Blue Jasmine
Directed by: Woody Allen
Written by: Woody Allen
Starring: Cate Blanchett, Sally Hawkins, Bobby Cannavale and Alec Baldwin
Two sisters; one a blonde suffering from crippling depression and the other a brunette with a fatigued understanding of how to help her. That’s the premise of Woody Allen’s latest, a bruising and mostly unsparing look at a woman who hides serious problems behind bourgeois privilege.
From that description alone, it should be fairly easy to tell just how heavily Blue Jasmine draws from 2011’s Melancholia, which is for me one of the defining films of this decade so far. It’s clear in both films that the protagonists are surrogates of their respective directors, but Allen doesn’t have the film’s world mirror his protagonist or create a distinct editing rhythm that conveys her depression. His movie rests on the more than capable shoulders of Cate Blanchett and Sally Hawkins, who deliver two distinct but masterful performances here.
Almost every moment that the two sisters share in this movie is cringe-worthy. Jasmine (Blanchett) is the disgraced wife of a Bernie Madoff-esque financial schemer (Alec Baldwin). Her sister Ginger (Hawkins) is a grocer in San Francisco who gives her a place to stay when the shit hits the fan both financially and mentally. Unlike many of Allen’s past anxiety-driven protagonists, Jasmine isn’t played for comedy, though. She is taken very seriously by both the infamous writer/director and Blanchett, whose darting eyes, twitching body and muttering do a great deal to help the movie stay away from upper-class comfort.
Allen seems to be directly confronting many of his past narratives here, which are unapologetic in their focus on the discontents of the well-traveled. “I hope I don’t shatter your illusion,” Jasmine says to a wealthy government worker (an oxymoron played by Peter Sarsgaard) at a party. Sarsgaard’s character shows just how clearly Jasmine needs to delude herself to keep from going over the edge.
Ginger does some mild deluding of her own, but she is a much warmer and embracing person. Hawkins plays her with a necessary hint of melancholy, much like she did with Poppy in Happy-Go-Lucky. I’m glad she found her way into this movie, because Ginger would be a throwaway role for most actresses going up against a titan like Blanchett, but Hawkins, though more subdued, is just as good.
Allen’s script takes too long to hit its stride for this to be a truly great movie, and many of the interactions are forced and self-consciously establish the premise. Ranked within the confines of his own filmography, it is definitely one of his most solid modern films. However, as Slate’s Dana Stevans has pointed out, there seems to be a tendency to grade the auteur on a curve. Allen’s creative output is unparalleled in modern American movies; he writes and directs a new one nearly every year. Each new release comes with the anticipation that it could be as good as Manhattan or as bad as Whatever Works.
Blue Jasmine is a perfect illustration of his knack for character interaction and the love he bestows upon whatever location he settles in. After a somewhat fruitfal European detour, he shoots in San Francisco here. Jasmine remarks how “European” the city feels, and cinematographer Javier Aguirresarobe gives the same warm, unpretentious city love he gave Allen in Vicky Cristina Barcelona.
Jasmine’s mental anguish lies in stark contrast to her glamorous life, though, as she slips more and more into the hopeless abyss of depression. The shield wealth gave her is almost completely depleted at the end, as is the goodwill her sister showed her by letting her move to her apartment. Allen makes us see a woman who has used good fortune to hide from life, and Blanchett makes her both completely unbearable and excruciatingly empathetic.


* [What you are asked to do] In the entries below, go to the line containing "Provide the bounding box for *woman*." and repeat it along with every later line, exactly.

* [Provided material]
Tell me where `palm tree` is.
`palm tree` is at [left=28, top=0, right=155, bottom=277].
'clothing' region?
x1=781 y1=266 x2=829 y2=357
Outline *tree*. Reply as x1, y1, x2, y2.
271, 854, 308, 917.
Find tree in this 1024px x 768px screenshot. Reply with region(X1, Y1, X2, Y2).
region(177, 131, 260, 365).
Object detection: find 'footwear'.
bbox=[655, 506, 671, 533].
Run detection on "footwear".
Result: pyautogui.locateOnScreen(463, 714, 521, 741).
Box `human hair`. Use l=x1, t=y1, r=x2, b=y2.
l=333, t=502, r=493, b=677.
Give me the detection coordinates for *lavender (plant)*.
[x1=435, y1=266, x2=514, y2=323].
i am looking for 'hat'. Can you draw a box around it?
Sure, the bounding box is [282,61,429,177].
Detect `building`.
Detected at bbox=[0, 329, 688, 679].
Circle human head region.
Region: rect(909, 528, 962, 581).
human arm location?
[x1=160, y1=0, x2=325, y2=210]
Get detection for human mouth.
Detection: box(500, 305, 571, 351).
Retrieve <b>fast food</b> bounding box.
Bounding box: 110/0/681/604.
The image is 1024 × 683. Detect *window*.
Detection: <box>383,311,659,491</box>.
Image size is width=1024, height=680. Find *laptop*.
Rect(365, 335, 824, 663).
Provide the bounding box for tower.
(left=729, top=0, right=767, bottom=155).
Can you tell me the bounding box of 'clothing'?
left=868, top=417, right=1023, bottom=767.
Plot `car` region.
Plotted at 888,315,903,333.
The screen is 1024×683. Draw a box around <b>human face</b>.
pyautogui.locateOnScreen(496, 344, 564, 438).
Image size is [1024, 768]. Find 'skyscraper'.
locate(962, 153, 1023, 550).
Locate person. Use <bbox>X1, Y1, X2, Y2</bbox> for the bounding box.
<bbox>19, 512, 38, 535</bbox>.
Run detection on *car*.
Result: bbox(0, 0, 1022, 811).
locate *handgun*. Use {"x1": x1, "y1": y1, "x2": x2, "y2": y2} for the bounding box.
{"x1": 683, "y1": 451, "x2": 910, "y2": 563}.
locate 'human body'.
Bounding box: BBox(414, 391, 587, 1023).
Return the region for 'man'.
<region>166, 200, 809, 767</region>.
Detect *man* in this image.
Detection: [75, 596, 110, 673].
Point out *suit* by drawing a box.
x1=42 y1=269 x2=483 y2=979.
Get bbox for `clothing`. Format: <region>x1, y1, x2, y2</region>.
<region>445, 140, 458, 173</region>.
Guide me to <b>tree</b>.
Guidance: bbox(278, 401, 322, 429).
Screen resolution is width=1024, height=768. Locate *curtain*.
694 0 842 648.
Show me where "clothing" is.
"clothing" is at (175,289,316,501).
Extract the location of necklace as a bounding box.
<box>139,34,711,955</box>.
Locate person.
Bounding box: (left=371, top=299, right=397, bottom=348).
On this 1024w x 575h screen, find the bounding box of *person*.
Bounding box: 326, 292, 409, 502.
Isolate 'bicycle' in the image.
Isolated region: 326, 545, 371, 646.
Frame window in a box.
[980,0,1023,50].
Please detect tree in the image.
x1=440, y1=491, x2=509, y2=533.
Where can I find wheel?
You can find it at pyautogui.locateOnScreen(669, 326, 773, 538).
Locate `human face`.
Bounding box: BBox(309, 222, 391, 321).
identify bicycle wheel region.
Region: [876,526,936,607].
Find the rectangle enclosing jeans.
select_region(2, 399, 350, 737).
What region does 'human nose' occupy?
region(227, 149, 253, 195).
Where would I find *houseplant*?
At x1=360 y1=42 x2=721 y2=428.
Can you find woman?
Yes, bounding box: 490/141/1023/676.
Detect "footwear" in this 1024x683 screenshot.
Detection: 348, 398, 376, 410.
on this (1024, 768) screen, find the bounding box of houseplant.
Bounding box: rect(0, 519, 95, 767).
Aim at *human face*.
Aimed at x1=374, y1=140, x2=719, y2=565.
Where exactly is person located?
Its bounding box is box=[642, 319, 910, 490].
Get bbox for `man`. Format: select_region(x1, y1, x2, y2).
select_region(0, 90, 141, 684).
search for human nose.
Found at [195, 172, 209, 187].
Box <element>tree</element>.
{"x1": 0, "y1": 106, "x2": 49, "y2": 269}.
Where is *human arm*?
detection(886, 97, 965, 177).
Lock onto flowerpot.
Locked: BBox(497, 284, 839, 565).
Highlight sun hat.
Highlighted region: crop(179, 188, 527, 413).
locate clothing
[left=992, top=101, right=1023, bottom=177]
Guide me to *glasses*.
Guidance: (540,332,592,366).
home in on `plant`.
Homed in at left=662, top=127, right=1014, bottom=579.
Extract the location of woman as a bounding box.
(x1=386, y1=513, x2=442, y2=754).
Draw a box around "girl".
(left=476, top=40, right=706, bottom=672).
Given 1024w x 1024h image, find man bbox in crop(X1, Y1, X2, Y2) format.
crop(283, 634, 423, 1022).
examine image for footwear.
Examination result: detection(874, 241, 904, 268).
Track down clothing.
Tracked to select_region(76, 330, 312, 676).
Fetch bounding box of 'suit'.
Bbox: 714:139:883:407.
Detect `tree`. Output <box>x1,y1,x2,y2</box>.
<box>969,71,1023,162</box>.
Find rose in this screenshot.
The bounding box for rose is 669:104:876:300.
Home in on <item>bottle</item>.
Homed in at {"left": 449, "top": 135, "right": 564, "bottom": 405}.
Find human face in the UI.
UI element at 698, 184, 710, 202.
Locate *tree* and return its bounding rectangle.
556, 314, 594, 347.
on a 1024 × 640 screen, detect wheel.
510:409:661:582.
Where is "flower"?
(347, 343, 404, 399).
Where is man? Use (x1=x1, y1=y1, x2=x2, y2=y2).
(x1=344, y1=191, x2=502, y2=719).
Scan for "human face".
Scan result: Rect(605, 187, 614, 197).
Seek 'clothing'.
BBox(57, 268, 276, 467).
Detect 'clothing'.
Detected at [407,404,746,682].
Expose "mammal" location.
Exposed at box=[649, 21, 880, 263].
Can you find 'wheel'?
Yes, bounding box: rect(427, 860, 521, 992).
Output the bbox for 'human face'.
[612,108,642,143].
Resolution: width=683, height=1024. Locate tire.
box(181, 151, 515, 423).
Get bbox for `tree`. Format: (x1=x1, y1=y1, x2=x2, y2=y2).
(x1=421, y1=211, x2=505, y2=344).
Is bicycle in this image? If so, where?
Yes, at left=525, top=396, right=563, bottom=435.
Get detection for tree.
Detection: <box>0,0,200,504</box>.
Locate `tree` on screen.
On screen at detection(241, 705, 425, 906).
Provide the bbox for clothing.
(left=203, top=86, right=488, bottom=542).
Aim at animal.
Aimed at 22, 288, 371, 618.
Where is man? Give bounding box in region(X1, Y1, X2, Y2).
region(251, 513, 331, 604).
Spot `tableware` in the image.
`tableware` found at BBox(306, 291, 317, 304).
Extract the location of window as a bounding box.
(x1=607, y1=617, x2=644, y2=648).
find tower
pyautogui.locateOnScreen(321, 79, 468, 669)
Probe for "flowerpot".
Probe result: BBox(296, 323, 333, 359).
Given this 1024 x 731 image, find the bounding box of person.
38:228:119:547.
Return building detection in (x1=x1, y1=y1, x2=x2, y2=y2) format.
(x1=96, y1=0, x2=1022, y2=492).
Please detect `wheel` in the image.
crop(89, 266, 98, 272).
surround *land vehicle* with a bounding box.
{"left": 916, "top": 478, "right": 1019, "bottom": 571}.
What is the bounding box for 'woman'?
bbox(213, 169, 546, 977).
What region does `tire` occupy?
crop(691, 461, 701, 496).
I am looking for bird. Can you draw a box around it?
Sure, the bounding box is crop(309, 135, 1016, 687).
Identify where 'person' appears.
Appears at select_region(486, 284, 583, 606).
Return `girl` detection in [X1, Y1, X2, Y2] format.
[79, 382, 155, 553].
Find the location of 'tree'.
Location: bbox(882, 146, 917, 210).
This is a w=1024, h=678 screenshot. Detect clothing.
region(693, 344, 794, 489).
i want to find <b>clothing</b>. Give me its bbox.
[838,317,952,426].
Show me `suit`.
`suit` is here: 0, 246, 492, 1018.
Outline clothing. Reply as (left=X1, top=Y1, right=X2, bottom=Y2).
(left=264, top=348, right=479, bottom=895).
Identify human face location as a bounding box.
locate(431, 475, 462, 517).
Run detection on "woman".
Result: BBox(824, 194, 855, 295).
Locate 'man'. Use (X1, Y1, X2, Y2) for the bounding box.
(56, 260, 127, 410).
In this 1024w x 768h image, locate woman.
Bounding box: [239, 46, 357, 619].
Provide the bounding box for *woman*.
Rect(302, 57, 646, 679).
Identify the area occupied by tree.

* [Solution for this exercise]
Provide the bounding box for *woman*.
Rect(302, 57, 646, 679).
Identify the area occupied by tree.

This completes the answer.